On Thu, Mar 03, 2005 at 11:01:44PM -0500, David Curry wrote:
Question from a neophyte struggling to better understand differences
between fedora releases and between fedora release and update modes.
Kernel updates released today for both FC2 and FC3 have a common version
number: 2.6.10-1.770 and are distinguishable only by the tailing release
designators _FC2 and _FC3. In past, there appeared a difference in
kernel numbers as well. Does the move to commonality of version
numbering have any practical or functional significance for users of the
older release?
I bumped from .14 -> .770 in FC2 as some users pointed out that it was
hard to see which FC3 release a FC2 update related to.
This question is in part prompted by the yesterday's message
thread,
"fc3 with kernel 2.6.10 stresses hard disk". 2.6.10_FC2 kernels have
been available for some time and I have been running them so the thread
prompted the question as to whether the "stresses hard disk" phenomenon
applied to FC2 as well as FC3. (Release notes point out that Fedora
Core 3 changes included "Kernel and e2fsprogs support for online growing
of ext3 file systems.)
For the most part, the kernels are identical. The only real differences
between the two are ..
- The config options that are used to build the two kernels
(some stuff got deprecated in FC3)
- The generation of kernel-sourcecode for FC2 kernels.
- a bunch of syntactical changes in the kernel spec for each release too.
(Ie, FC2's mkinitrd takes slightly different command line
arguments to the one in FC3). It's easy to spot those bits if you're curious,
they're bracketed in %if %{FC2} or the like..
- different compiler used to generate the RPMs.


*Activity*: Copy out each line of the data below in which the string "lens" appears.

◆ ◆ ◆ ◆

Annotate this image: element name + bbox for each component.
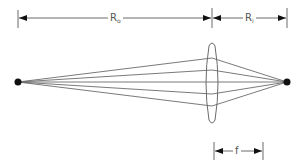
ray-2-incident xyxy=(18,70,212,82)
ri-sub: i xyxy=(252,17,254,24)
f-main: f xyxy=(235,145,239,156)
ro-sub: o xyxy=(117,17,121,24)
ray-5-refracted xyxy=(212,82,287,106)
convex-lens xyxy=(206,43,218,123)
object-distance-label: Ro xyxy=(108,12,123,26)
ro-main: R xyxy=(110,12,117,23)
ray-4-refracted xyxy=(212,82,287,94)
ri-main: R xyxy=(245,12,252,23)
ray-4-incident xyxy=(18,82,212,94)
image-distance-label: Ri xyxy=(243,12,256,26)
image-point xyxy=(284,79,291,86)
ray-2-refracted xyxy=(212,70,287,82)
incident-rays xyxy=(18,58,212,106)
refracted-rays xyxy=(212,58,287,106)
lens-diagram xyxy=(0,0,302,165)
ray-5-incident xyxy=(18,82,212,106)
object-point xyxy=(15,79,22,86)
focal-length-label: f xyxy=(233,145,241,156)
ray-1-incident xyxy=(18,58,212,82)
ray-1-refracted xyxy=(212,58,287,82)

◆ ◆ ◆ ◆

*The completed task*:
convex-lens xyxy=(206,43,218,123)
lens-diagram xyxy=(0,0,302,165)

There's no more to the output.